Abstract 4O
Background
The primary treatment of CNS tumors starts with a neurosurgical resection in order to obtain tumor tissue for diagnosis and to reduce tumor load and mass effect. The neurosurgeon has to decide between radical resection versus a more conservative strategy to prevent surgical morbidity. The prognostic impact of a radical resection varies between tumor types. However due to a lack of pre-operative tissue-based diagnostics, limited knowledge of the precise tumor type is available at the time of surgery. Current standard practice includes preoperative imaging and intraoperative histological analysis, but these are not always conclusive. After surgery, histopathological and molecular tests are performed to diagnose the precise tumor type. The results may indicate that an additional surgery is needed or that the initial surgery could have been less radical. Using rapid Nanopore sequencing, a sparse methylation profile can be directly obtained during surgery, making it ideally suited to enable intraoperative diagnostics.
Methods
We developed a state-of-the-art neural-network approach called Sturgeon, to deliver trained models that are lightweight and universally applicable across patients and sequencing depths. Sturgeon is designed to train a neural network on simulated nanopore sequencing runs from the publicly available Infinium 450K profiles reported in Capper et al. (Capper, Jones, et al. 2018). The simulated nanopore sequencing data is used to train four neural networks.
Results
We demonstrate our method to be accurate and fast enough to provide a correct diagnosis with as little as 20 to 40 minutes of sequencing data in 45 out of 49 samples, and inconclusive results in the other four. In 21 intraoperative cases we achieved a turnaround time of 60-90 minutes from sample biopsy to result; well in time to impact surgical decision making.
Conclusions
We conclude that machine-learned diagnosis based on intraoperative sequencing can assist neurosurgical decision making, allowing neurological comorbidity to be avoided or preventing additional surgeries.
Editorial acknowledgement
Clinical trial identification
Legal entity responsible for the study
The authors.
Funding
Oncode Institute, KIKA.
Disclosure
All authors have declared no conflicts of interest.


## REQUIREMENT
Without including any picture, return the complete set of records exactly.

[Records excerpted from a collection]
↓

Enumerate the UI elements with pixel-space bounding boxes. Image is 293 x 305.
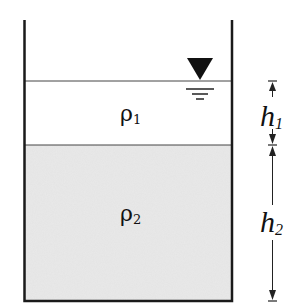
rho1-label: ρ1 — [120, 101, 141, 127]
water-level-icon — [186, 58, 214, 99]
h1-label: h1 — [260, 99, 283, 132]
tank-diagram: ρ1 ρ2 h1 h2 — [0, 0, 293, 305]
h2-label: h2 — [260, 205, 283, 238]
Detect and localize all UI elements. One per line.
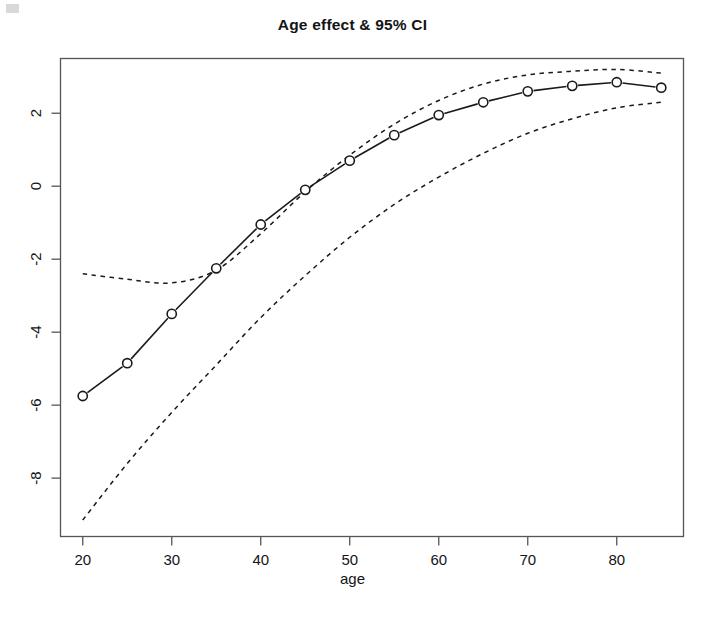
estimate-line-segment [131, 318, 168, 359]
confidence-interval-line [83, 69, 662, 283]
x-tick-label: 30 [163, 551, 180, 568]
estimate-line-segment [400, 117, 434, 132]
x-tick-label: 50 [341, 551, 358, 568]
axis-ticks [52, 113, 617, 545]
data-point-marker [78, 391, 87, 400]
x-tick-label: 60 [430, 551, 447, 568]
y-tick-label: -4 [26, 325, 43, 338]
data-point-marker [390, 131, 399, 140]
estimate-line-segment [578, 83, 611, 86]
data-point-marker [301, 185, 310, 194]
plot-frame [61, 59, 684, 537]
estimate-line-segment [265, 193, 300, 221]
data-point-marker [434, 110, 443, 119]
x-tick-label: 80 [608, 551, 625, 568]
figure-container: Age effect & 95% CI 20304050607080 20-2-… [0, 0, 705, 617]
x-tick-label: 20 [74, 551, 91, 568]
y-tick-label: 2 [26, 109, 43, 117]
y-tick-label: -2 [26, 253, 43, 266]
data-point-marker [167, 309, 176, 318]
data-point-marker [612, 78, 621, 87]
y-tick-label: -6 [26, 398, 43, 411]
data-point-marker [123, 359, 132, 368]
estimate-line-segment [489, 93, 522, 101]
y-tick-label: 0 [26, 182, 43, 190]
data-point-marker [345, 156, 354, 165]
estimate-line-segment [87, 367, 122, 393]
plot-border [61, 59, 684, 537]
estimate-line-segment [176, 272, 212, 309]
x-tick-label: 70 [519, 551, 536, 568]
estimate-line-segment [310, 164, 345, 187]
plot-canvas [0, 0, 705, 617]
x-axis-title: age [0, 570, 705, 587]
data-series-layer [78, 69, 666, 520]
data-point-marker [657, 83, 666, 92]
data-point-marker [568, 81, 577, 90]
y-tick-label: -8 [26, 471, 43, 484]
estimate-line-segment [444, 104, 477, 114]
data-point-marker [212, 264, 221, 273]
estimate-line-segment [534, 87, 567, 91]
estimate-line-segment [220, 229, 256, 265]
x-tick-label: 40 [252, 551, 269, 568]
estimate-line-segment [623, 83, 656, 87]
data-point-marker [479, 98, 488, 107]
data-point-marker [256, 220, 265, 229]
data-point-marker [523, 87, 532, 96]
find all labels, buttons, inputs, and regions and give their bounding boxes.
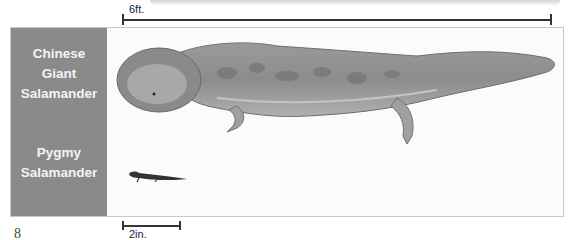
label-line: Salamander	[11, 163, 107, 183]
scale-label-6ft: 6ft.	[129, 3, 144, 15]
pygmy-salamander-illustration	[127, 168, 189, 184]
label-line: Salamander	[11, 84, 107, 104]
species-label-column: Chinese Giant Salamander Pygmy Salamande…	[11, 28, 107, 216]
label-line: Giant	[11, 64, 107, 84]
label-line: Pygmy	[11, 143, 107, 163]
page-mark: 8	[14, 226, 21, 240]
species-label-pygmy: Pygmy Salamander	[11, 143, 107, 183]
label-line: Chinese	[11, 44, 107, 64]
top-shadow	[150, 0, 560, 6]
scale-label-2in: 2in.	[129, 228, 147, 240]
comparison-panel: Chinese Giant Salamander Pygmy Salamande…	[10, 27, 564, 217]
scale-tick-right	[550, 14, 552, 25]
scale-line	[122, 225, 180, 227]
scale-tick-right	[179, 221, 181, 230]
scale-line	[122, 19, 551, 21]
species-label-giant: Chinese Giant Salamander	[11, 44, 107, 104]
giant-salamander-illustration	[107, 28, 563, 158]
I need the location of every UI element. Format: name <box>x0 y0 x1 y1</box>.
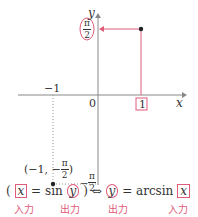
lower-point-label: (−1, − π 2 ) <box>24 159 73 180</box>
x-axis-label: x <box>176 96 183 110</box>
input-label-1: 入力 <box>14 201 34 216</box>
input-x-box: x <box>15 184 28 198</box>
input-label-2: 入力 <box>168 201 188 216</box>
lower-point-den: 2 <box>62 171 68 180</box>
y-tick-pi-over-2: π 2 <box>83 19 91 40</box>
y-tick-top-denominator: 2 <box>84 31 90 40</box>
output-y-circle: y <box>67 184 80 198</box>
output-label-2: 出力 <box>108 201 128 216</box>
x-tick-one: 1 <box>139 98 146 111</box>
lower-point-prefix: (−1, − <box>24 163 61 176</box>
y-tick-top-numerator: π <box>84 19 90 28</box>
lower-point-fraction: π 2 <box>61 159 69 180</box>
output-y-circle-2: y <box>106 184 119 198</box>
iff-symbol: ⇔ <box>88 184 106 198</box>
y-tick-bottom-numerator: π <box>89 172 95 181</box>
output-label-1: 出力 <box>60 201 80 216</box>
origin-label: 0 <box>89 97 96 110</box>
lower-point-num: π <box>62 159 68 168</box>
open-paren: ( <box>6 184 11 198</box>
x-tick-neg-one: −1 <box>44 82 60 95</box>
lower-point-suffix: ) <box>69 163 73 176</box>
formula: ( x = sin y ) ⇔ y = arcsin x <box>6 184 190 198</box>
sin-text: = sin <box>27 184 62 198</box>
input-x-box-2: x <box>177 184 190 198</box>
arcsin-text: = arcsin <box>118 184 173 198</box>
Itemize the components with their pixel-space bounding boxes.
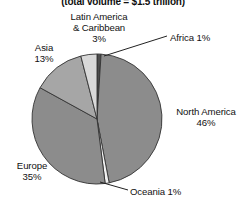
slice-label-europe: Europe 35% [6, 160, 58, 182]
latin-america-percent: 3% [56, 33, 142, 44]
europe-percent: 35% [6, 171, 58, 182]
slice-label-asia: Asia 13% [22, 42, 66, 64]
pie-slice-north-america [97, 54, 162, 183]
north-america-percent: 46% [168, 117, 244, 128]
north-america-name: North America [176, 106, 235, 117]
africa-label-text: Africa 1% [170, 32, 210, 43]
asia-percent: 13% [22, 53, 66, 64]
latin-america-line1: Latin America [71, 11, 128, 22]
slice-label-north-america: North America 46% [168, 106, 244, 128]
latin-america-line2: & Caribbean [73, 22, 125, 33]
pie-chart-figure: (total volume = $1.5 trillion) Latin Ame… [0, 0, 246, 213]
slice-label-oceania: Oceania 1% [130, 186, 181, 197]
slice-label-latin-america: Latin America & Caribbean 3% [56, 11, 142, 45]
oceania-leader-line [100, 182, 128, 190]
europe-name: Europe [17, 160, 47, 171]
slice-label-africa: Africa 1% [170, 32, 210, 43]
asia-name: Asia [35, 42, 53, 53]
oceania-label-text: Oceania 1% [130, 186, 181, 197]
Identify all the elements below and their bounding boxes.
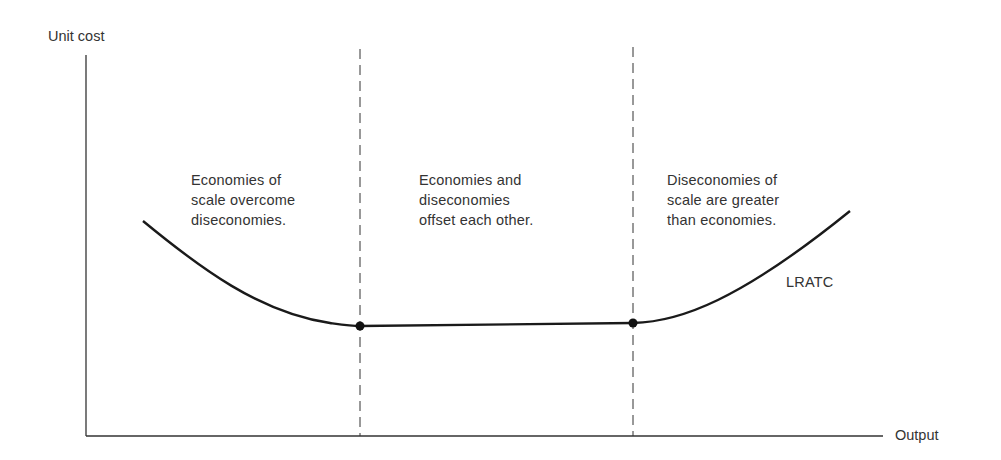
region-2-line-2: diseconomies (419, 190, 534, 210)
region-label-constant: Economies and diseconomies offset each o… (419, 170, 534, 230)
point-right (629, 319, 638, 328)
curve-label: LRATC (786, 272, 833, 292)
region-3-line-3: than economies. (667, 210, 779, 230)
region-2-line-3: offset each other. (419, 210, 534, 230)
region-label-diseconomies: Diseconomies of scale are greater than e… (667, 170, 779, 230)
region-3-line-1: Diseconomies of (667, 170, 779, 190)
x-axis-label: Output (895, 427, 939, 443)
region-3-line-2: scale are greater (667, 190, 779, 210)
y-axis-label: Unit cost (48, 28, 104, 44)
chart-canvas (0, 0, 1001, 460)
region-1-line-1: Economies of (191, 170, 295, 190)
region-label-economies: Economies of scale overcome diseconomies… (191, 170, 295, 230)
point-left (356, 322, 365, 331)
region-2-line-1: Economies and (419, 170, 534, 190)
region-1-line-3: diseconomies. (191, 210, 295, 230)
region-1-line-2: scale overcome (191, 190, 295, 210)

↑

## OUTPUT OF THE TASK
Enumerate the UI elements with pixel-space bounding boxes. Image is 293 x 305.
rho1-label: ρ1 — [120, 101, 141, 127]
water-level-icon — [186, 58, 214, 99]
h1-label: h1 — [260, 99, 283, 132]
tank-diagram: ρ1 ρ2 h1 h2 — [0, 0, 293, 305]
h2-label: h2 — [260, 205, 283, 238]
Detect and localize all UI elements. One per line.
estimate-line-segment [131, 318, 168, 359]
confidence-interval-line [83, 69, 662, 283]
x-tick-label: 30 [163, 551, 180, 568]
estimate-line-segment [400, 117, 434, 132]
x-tick-label: 50 [341, 551, 358, 568]
axis-ticks [52, 113, 617, 545]
data-point-marker [78, 391, 87, 400]
x-tick-label: 60 [430, 551, 447, 568]
y-tick-label: -4 [26, 325, 43, 338]
data-point-marker [390, 131, 399, 140]
estimate-line-segment [578, 83, 611, 86]
data-point-marker [301, 185, 310, 194]
plot-frame [61, 59, 684, 537]
estimate-line-segment [265, 193, 300, 221]
data-point-marker [434, 110, 443, 119]
x-tick-label: 80 [608, 551, 625, 568]
figure-container: Age effect & 95% CI 20304050607080 20-2-… [0, 0, 705, 617]
x-tick-label: 20 [74, 551, 91, 568]
y-tick-label: 2 [26, 109, 43, 117]
y-tick-label: -2 [26, 253, 43, 266]
data-point-marker [167, 309, 176, 318]
data-point-marker [612, 78, 621, 87]
y-tick-label: -6 [26, 398, 43, 411]
data-point-marker [123, 359, 132, 368]
estimate-line-segment [489, 93, 522, 101]
y-tick-label: 0 [26, 182, 43, 190]
data-point-marker [345, 156, 354, 165]
estimate-line-segment [87, 367, 122, 393]
plot-border [61, 59, 684, 537]
estimate-line-segment [176, 272, 212, 309]
x-tick-label: 70 [519, 551, 536, 568]
estimate-line-segment [310, 164, 345, 187]
plot-canvas [0, 0, 705, 617]
x-axis-title: age [0, 570, 705, 587]
data-series-layer [78, 69, 666, 520]
data-point-marker [657, 83, 666, 92]
data-point-marker [568, 81, 577, 90]
y-tick-label: -8 [26, 471, 43, 484]
estimate-line-segment [444, 104, 477, 114]
data-point-marker [212, 264, 221, 273]
estimate-line-segment [534, 87, 567, 91]
estimate-line-segment [220, 229, 256, 265]
x-tick-label: 40 [252, 551, 269, 568]
estimate-line-segment [623, 83, 656, 87]
data-point-marker [479, 98, 488, 107]
data-point-marker [256, 220, 265, 229]
data-point-marker [523, 87, 532, 96]
find all labels, buttons, inputs, and regions and give their bounding boxes.
label-line: Salamander	[11, 163, 107, 183]
scale-label-6ft: 6ft.	[129, 3, 144, 15]
pygmy-salamander-illustration	[127, 168, 189, 184]
label-line: Salamander	[11, 84, 107, 104]
species-label-column: Chinese Giant Salamander Pygmy Salamande…	[11, 28, 107, 216]
label-line: Giant	[11, 64, 107, 84]
label-line: Pygmy	[11, 143, 107, 163]
page-mark: 8	[14, 226, 21, 240]
species-label-pygmy: Pygmy Salamander	[11, 143, 107, 183]
label-line: Chinese	[11, 44, 107, 64]
top-shadow	[150, 0, 560, 6]
scale-label-2in: 2in.	[129, 228, 147, 240]
comparison-panel: Chinese Giant Salamander Pygmy Salamande…	[10, 27, 564, 217]
scale-tick-right	[550, 14, 552, 25]
scale-line	[122, 225, 180, 227]
scale-tick-right	[179, 221, 181, 230]
scale-line	[122, 19, 551, 21]
species-label-giant: Chinese Giant Salamander	[11, 44, 107, 104]
giant-salamander-illustration	[107, 28, 563, 158]
I need the location of every UI element. Format: name <box>x0 y0 x1 y1</box>.
lower-point-label: (−1, − π 2 ) <box>24 159 73 180</box>
x-axis-label: x <box>176 96 183 110</box>
input-label-1: 入力 <box>14 201 34 216</box>
input-x-box: x <box>15 184 28 198</box>
input-label-2: 入力 <box>168 201 188 216</box>
lower-point-den: 2 <box>62 171 68 180</box>
y-tick-pi-over-2: π 2 <box>83 19 91 40</box>
y-tick-top-denominator: 2 <box>84 31 90 40</box>
output-y-circle: y <box>67 184 80 198</box>
output-label-2: 出力 <box>108 201 128 216</box>
x-tick-one: 1 <box>139 98 146 111</box>
lower-point-prefix: (−1, − <box>24 163 61 176</box>
y-tick-top-numerator: π <box>84 19 90 28</box>
lower-point-fraction: π 2 <box>61 159 69 180</box>
output-y-circle-2: y <box>106 184 119 198</box>
iff-symbol: ⇔ <box>88 184 106 198</box>
y-tick-bottom-numerator: π <box>89 172 95 181</box>
output-label-1: 出力 <box>60 201 80 216</box>
origin-label: 0 <box>89 97 96 110</box>
lower-point-num: π <box>62 159 68 168</box>
open-paren: ( <box>6 184 11 198</box>
x-tick-neg-one: −1 <box>44 82 60 95</box>
lower-point-suffix: ) <box>69 163 73 176</box>
formula: ( x = sin y ) ⇔ y = arcsin x <box>6 184 190 198</box>
sin-text: = sin <box>27 184 62 198</box>
input-x-box-2: x <box>177 184 190 198</box>
arcsin-text: = arcsin <box>118 184 173 198</box>
Itemize the components with their pixel-space bounding boxes.
slice-label-europe: Europe 35% [6, 160, 58, 182]
latin-america-percent: 3% [56, 33, 142, 44]
europe-percent: 35% [6, 171, 58, 182]
slice-label-asia: Asia 13% [22, 42, 66, 64]
pie-slice-north-america [97, 54, 162, 183]
north-america-percent: 46% [168, 117, 244, 128]
north-america-name: North America [176, 106, 235, 117]
africa-label-text: Africa 1% [170, 32, 210, 43]
asia-percent: 13% [22, 53, 66, 64]
latin-america-line1: Latin America [71, 11, 128, 22]
slice-label-north-america: North America 46% [168, 106, 244, 128]
latin-america-line2: & Caribbean [73, 22, 125, 33]
pie-chart-figure: (total volume = $1.5 trillion) Latin Ame… [0, 0, 246, 213]
slice-label-oceania: Oceania 1% [130, 186, 181, 197]
slice-label-latin-america: Latin America & Caribbean 3% [56, 11, 142, 45]
oceania-leader-line [100, 182, 128, 190]
europe-name: Europe [17, 160, 47, 171]
slice-label-africa: Africa 1% [170, 32, 210, 43]
asia-name: Asia [35, 42, 53, 53]
oceania-label-text: Oceania 1% [130, 186, 181, 197]
Identify all the elements below and their bounding boxes.
region-2-line-2: diseconomies (419, 190, 534, 210)
region-label-constant: Economies and diseconomies offset each o… (419, 170, 534, 230)
point-right (629, 319, 638, 328)
curve-label: LRATC (786, 272, 833, 292)
region-3-line-3: than economies. (667, 210, 779, 230)
region-2-line-3: offset each other. (419, 210, 534, 230)
region-label-diseconomies: Diseconomies of scale are greater than e… (667, 170, 779, 230)
region-3-line-1: Diseconomies of (667, 170, 779, 190)
x-axis-label: Output (895, 427, 939, 443)
region-3-line-2: scale are greater (667, 190, 779, 210)
y-axis-label: Unit cost (48, 28, 104, 44)
chart-canvas (0, 0, 1001, 460)
region-1-line-1: Economies of (191, 170, 295, 190)
region-label-economies: Economies of scale overcome diseconomies… (191, 170, 295, 230)
point-left (356, 322, 365, 331)
region-2-line-1: Economies and (419, 170, 534, 190)
region-1-line-3: diseconomies. (191, 210, 295, 230)
region-1-line-2: scale overcome (191, 190, 295, 210)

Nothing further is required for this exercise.